Agustín Fernández Paz
Biography
Agustín Fernández Paz is a best-selling Galician author of children’s and young adult fiction. He has published more than forty books and his work has been translated into French, Japanese, Korean, Portuguese and Spanish among others. He has twice been nominated for the Astrid Lindgren Memorial Award and in 2012 was Spain’s nominee for the Hans Christian Andersen Award (the children’s Nobel). His books are regularly included in the IBBY Honour List and the White Ravens Catalogue. In 2008 he won the Spanish National Prize for Literature for his book of short stories Nothing Really Matters in Life More Than Love, becoming the tenth Galician author to do so.
Photograph © Francisco Vilabarros
BLACK AIR synopsis
The novel Black Air (216 pages) contains one of the author’s favourite techniques, that of the narrative enclosed within another narrative. The first five and last six chapters are told from the point of view of Dr Víctor Moldes, a recently qualified psychiatrist who works at the Beira Verde clinic, where he is entrusted with a patient, Laura Novo, who has yet to respond to treatment and spends her days repeatedly writing her name on sheets of paper. She is kept in a separate unit of the clinic, under permanent surveillance, for her own safety. In the middle twelve chapters, we learn the reasons for her condition, a narrative that is told in her own voice.
BLACK AIR
Perhaps the time has come, though I prefer to ignore this fact, to stop trying to forget the unforgettable and confront reality once and for all, accept the existence of this worm devouring me from the inside, constantly growing as the days go by. If it’s true that writing is a liberating therapy, as I’ve often told my patients, then describing events here, which however hard I try I cannot push to one side, will help me overcome this horror, these obsessions growing in my brain like lianas.
I may perhaps finally obtain the peace I’ve been searching for in vain over the past three years. Writing these lines will be painful, will somehow mean reliving what happened during those ill-fated months. But I must do so, remember everything, beginning with the happy days when it seemed impossible to end up like this. Who could have guessed Laura’s eyes, those eyes at the start of my misfortunes, were the door to an abyss I would sink into until reaching these depths?
I met Laura Novo on 12 September 1999. How to forget the date since that is when I started working at the Beira Verde clinic, a prestigious psychiatric centre on the banks of the Lower Miño, next to the border with Portugal? I had recently turned 32 and had the feeling that with this new job, which exceeded all my professional expectations, I was finally leaving behind the stage of my education and opening a new, exciting chapter in my life.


* _EXERCISE GOAL_:
Scan the entries line by line and return those with "interactable".

(Items from a data source)
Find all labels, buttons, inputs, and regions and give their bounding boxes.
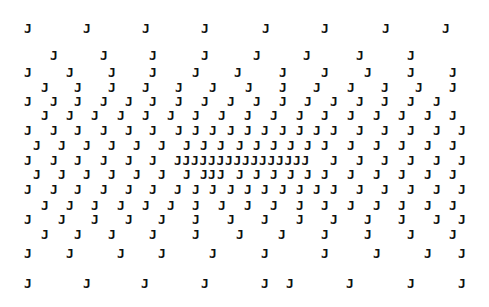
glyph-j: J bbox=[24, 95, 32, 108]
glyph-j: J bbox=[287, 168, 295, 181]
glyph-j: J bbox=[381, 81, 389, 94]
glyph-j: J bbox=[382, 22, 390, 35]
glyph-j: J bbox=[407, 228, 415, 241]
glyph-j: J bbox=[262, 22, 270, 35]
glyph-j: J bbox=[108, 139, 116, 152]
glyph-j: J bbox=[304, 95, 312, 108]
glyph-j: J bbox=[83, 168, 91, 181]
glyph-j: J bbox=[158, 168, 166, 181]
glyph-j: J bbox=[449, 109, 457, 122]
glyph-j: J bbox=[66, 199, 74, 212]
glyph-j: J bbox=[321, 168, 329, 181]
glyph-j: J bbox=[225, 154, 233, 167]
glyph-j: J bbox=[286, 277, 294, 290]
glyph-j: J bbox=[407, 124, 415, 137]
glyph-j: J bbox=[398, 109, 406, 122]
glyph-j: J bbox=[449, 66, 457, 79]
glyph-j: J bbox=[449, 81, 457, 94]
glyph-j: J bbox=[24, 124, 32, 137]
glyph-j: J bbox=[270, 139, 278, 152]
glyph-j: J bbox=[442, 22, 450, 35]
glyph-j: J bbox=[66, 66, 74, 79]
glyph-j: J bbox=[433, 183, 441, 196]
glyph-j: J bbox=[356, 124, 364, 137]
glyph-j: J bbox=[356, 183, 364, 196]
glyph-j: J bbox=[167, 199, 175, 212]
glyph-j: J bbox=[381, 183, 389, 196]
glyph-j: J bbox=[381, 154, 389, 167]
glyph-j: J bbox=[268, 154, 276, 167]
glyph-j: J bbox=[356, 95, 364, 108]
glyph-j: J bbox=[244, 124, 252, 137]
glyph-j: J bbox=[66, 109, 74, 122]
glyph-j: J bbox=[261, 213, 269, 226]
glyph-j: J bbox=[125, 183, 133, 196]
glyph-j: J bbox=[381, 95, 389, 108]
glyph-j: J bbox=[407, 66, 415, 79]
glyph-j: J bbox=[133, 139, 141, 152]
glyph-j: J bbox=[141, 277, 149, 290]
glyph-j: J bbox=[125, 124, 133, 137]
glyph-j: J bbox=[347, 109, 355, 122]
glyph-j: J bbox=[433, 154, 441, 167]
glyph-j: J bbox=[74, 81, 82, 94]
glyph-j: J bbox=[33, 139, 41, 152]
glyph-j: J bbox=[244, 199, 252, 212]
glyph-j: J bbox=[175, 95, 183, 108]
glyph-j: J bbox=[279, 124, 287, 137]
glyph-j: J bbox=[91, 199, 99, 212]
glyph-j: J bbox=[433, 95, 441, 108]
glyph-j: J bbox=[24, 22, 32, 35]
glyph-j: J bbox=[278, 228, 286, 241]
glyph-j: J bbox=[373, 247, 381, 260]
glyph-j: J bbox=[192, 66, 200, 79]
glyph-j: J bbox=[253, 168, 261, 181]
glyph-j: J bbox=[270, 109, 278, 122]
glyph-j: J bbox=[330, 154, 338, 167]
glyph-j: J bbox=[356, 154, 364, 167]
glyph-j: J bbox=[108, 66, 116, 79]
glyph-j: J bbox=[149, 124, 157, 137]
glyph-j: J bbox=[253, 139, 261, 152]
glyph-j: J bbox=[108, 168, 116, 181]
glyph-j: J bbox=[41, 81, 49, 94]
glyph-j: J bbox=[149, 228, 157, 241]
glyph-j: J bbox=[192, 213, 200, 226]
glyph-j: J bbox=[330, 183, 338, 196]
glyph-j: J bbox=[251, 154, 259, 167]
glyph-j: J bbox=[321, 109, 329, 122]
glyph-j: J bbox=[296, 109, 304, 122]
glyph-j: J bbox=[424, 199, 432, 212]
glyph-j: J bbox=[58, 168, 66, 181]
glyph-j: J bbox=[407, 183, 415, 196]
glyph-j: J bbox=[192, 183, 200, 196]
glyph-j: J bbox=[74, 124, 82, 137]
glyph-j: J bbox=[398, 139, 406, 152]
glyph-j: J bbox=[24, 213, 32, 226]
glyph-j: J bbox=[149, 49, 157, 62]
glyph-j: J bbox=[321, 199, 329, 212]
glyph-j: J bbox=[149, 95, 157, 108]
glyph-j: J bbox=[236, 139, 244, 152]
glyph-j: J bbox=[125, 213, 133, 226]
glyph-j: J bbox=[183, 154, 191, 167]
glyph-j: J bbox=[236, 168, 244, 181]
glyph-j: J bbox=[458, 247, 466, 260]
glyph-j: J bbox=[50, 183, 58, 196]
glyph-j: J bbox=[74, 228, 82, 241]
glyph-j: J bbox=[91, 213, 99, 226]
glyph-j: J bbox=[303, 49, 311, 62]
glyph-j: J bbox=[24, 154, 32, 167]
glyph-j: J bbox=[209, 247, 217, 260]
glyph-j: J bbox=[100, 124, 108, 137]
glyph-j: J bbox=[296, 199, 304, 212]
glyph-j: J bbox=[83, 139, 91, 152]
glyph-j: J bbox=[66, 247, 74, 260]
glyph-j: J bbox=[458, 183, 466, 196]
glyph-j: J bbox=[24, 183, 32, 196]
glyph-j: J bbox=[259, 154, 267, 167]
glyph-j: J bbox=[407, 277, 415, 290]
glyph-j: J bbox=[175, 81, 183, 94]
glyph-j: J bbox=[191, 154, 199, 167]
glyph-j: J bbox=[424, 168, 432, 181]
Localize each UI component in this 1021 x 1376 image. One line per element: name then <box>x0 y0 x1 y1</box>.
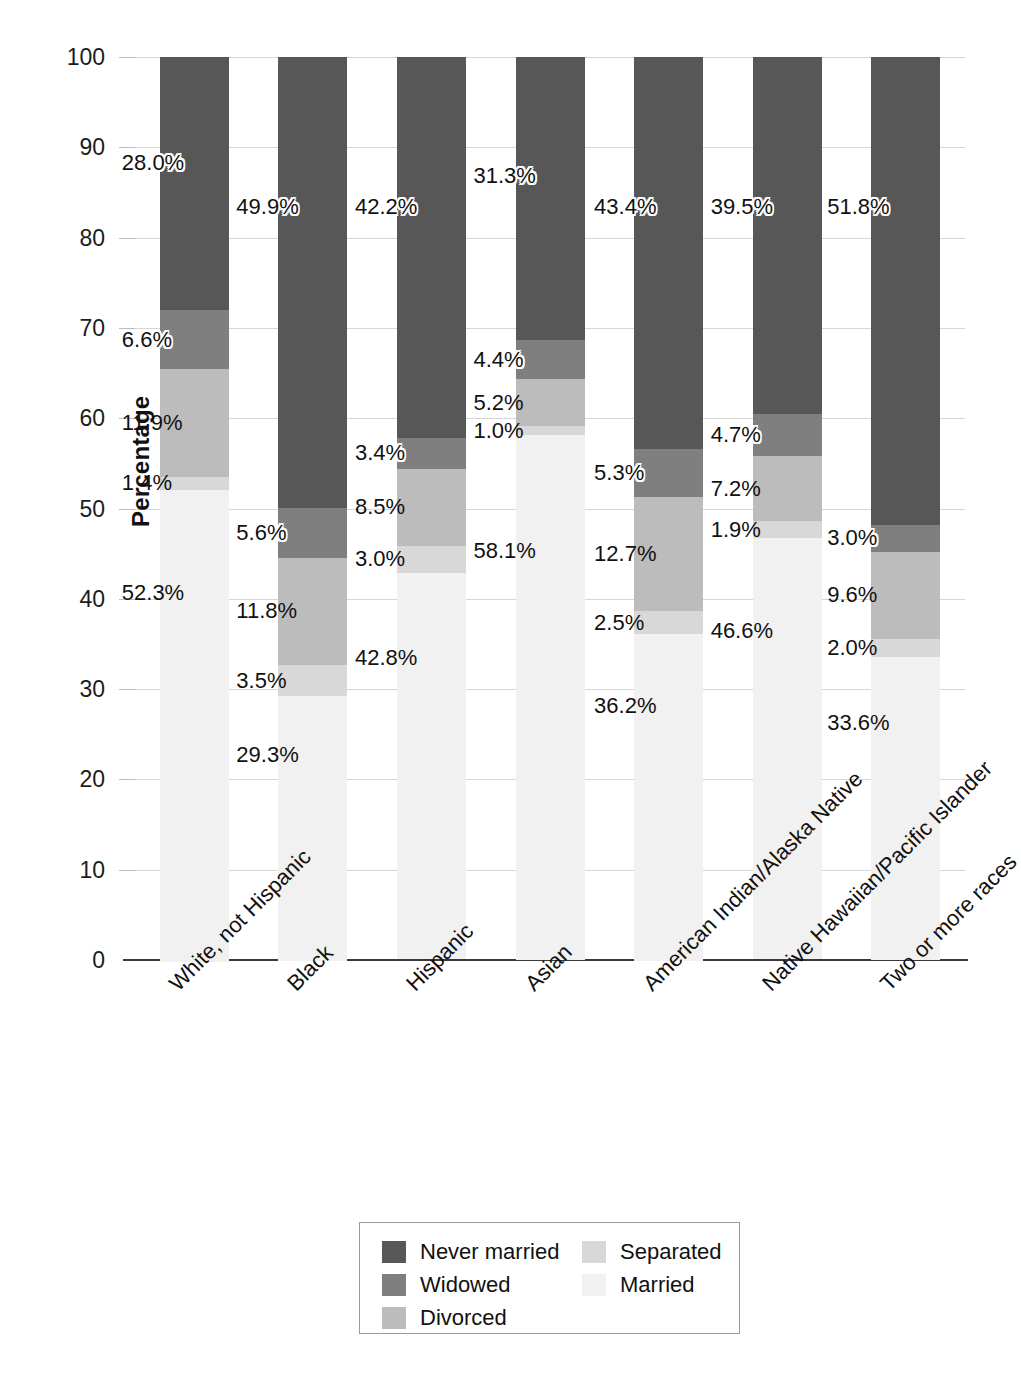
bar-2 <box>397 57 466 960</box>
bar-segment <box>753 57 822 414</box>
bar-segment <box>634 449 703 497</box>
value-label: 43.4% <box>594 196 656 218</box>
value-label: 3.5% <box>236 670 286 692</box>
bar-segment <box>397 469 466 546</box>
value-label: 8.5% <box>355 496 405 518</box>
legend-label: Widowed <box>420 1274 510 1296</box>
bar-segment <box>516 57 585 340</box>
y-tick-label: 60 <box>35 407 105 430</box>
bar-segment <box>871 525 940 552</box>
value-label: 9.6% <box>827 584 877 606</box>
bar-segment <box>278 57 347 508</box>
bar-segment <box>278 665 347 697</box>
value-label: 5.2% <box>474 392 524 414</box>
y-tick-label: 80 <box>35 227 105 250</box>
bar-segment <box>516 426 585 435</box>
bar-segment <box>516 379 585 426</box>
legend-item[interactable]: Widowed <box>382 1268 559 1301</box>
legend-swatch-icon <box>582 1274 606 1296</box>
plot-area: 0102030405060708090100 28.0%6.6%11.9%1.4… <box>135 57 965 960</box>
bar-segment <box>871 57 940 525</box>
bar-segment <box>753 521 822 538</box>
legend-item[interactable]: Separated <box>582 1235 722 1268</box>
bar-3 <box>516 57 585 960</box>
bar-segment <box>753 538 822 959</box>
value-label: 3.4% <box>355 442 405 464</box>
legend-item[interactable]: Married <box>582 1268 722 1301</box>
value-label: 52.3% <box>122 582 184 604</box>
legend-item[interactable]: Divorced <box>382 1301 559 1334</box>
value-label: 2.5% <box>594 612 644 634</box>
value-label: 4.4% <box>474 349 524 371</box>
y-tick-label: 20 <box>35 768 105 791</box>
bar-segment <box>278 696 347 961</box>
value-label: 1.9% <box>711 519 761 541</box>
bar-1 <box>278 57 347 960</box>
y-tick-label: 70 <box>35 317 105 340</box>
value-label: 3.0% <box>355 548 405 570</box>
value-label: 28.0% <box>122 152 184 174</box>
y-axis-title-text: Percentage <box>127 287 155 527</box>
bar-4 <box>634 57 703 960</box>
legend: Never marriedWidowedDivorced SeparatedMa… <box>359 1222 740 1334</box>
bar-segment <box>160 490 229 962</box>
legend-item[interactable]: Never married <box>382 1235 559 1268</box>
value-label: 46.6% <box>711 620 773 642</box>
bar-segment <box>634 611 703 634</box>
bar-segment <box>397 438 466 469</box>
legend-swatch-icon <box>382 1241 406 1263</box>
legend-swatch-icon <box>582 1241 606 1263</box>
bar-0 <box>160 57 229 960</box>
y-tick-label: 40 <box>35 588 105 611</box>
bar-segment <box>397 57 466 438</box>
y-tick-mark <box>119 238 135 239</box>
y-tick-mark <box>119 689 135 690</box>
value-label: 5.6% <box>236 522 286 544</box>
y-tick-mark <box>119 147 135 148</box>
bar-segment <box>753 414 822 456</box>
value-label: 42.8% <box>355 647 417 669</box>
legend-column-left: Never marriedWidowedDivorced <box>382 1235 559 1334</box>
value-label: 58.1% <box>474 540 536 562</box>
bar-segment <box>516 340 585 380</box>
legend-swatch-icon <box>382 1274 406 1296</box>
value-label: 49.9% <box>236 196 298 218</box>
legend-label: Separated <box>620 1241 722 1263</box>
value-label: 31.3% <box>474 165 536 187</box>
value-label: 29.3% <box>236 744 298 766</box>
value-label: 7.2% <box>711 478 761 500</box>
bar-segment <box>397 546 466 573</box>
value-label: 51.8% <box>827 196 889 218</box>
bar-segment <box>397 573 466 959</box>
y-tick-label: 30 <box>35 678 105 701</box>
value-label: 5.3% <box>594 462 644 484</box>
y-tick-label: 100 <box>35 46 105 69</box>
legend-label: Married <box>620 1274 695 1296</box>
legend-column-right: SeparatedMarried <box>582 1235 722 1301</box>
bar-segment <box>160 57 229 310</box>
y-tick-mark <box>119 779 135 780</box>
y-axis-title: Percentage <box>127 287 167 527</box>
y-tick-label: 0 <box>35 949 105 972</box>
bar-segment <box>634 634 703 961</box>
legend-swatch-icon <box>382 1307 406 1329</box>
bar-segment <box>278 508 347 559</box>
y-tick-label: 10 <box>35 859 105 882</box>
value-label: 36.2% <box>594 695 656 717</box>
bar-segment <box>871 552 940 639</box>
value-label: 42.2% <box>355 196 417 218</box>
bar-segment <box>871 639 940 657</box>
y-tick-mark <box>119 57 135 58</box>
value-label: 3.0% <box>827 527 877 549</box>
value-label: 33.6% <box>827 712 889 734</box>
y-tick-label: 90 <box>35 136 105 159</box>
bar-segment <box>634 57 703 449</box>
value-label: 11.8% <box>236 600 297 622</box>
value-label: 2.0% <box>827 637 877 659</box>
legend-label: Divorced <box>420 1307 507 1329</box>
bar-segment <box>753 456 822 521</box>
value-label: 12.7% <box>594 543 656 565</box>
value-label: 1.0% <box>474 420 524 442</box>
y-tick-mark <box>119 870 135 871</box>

* _ANSWER BELOW_:
legend-item[interactable]: Widowed <box>382 1268 559 1301</box>
legend-item[interactable]: Separated <box>582 1235 722 1268</box>
legend-item[interactable]: Married <box>582 1268 722 1301</box>
legend-item[interactable]: Divorced <box>382 1301 559 1334</box>
legend-item[interactable]: Never married <box>382 1235 559 1268</box>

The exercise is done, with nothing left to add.